- MATERIAL FOR THE TASK:
^^^^^^^^

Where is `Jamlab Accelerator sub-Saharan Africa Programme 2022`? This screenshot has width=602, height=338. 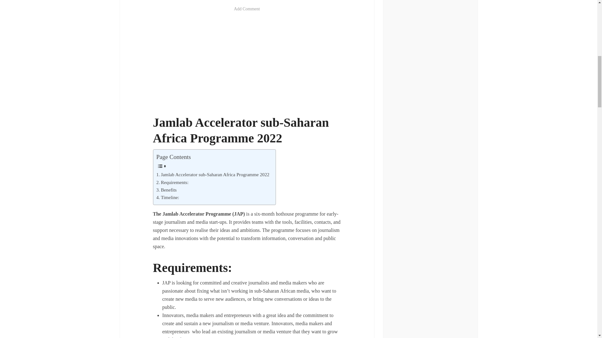 Jamlab Accelerator sub-Saharan Africa Programme 2022 is located at coordinates (212, 175).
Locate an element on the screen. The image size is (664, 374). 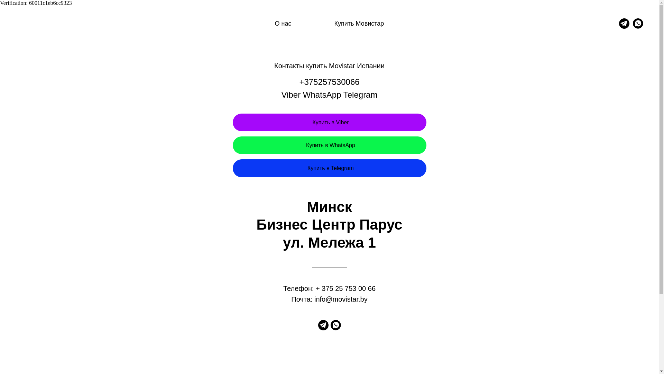
Whatsapp is located at coordinates (336, 328).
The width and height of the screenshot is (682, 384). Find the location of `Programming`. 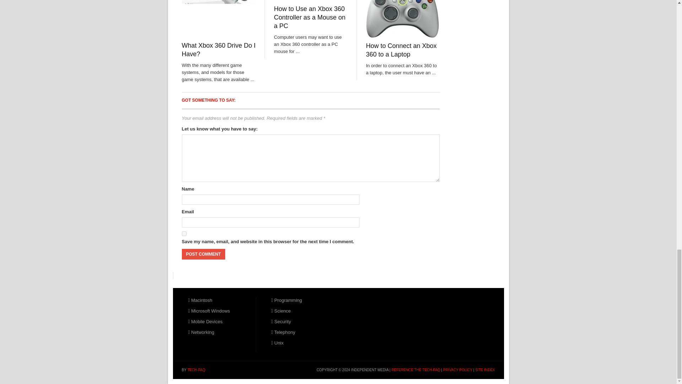

Programming is located at coordinates (287, 300).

^^^^^^^^

- WORK TO BE COMPLETED: What is needed is a word-for-word restatement of the lines from the one holding "The width and" to the final line of the data above, inclusive, without any pictures.

- SOLUTION FOR THIS TASK:
The width and height of the screenshot is (682, 384). Find the location of `Programming`. 

Programming is located at coordinates (287, 300).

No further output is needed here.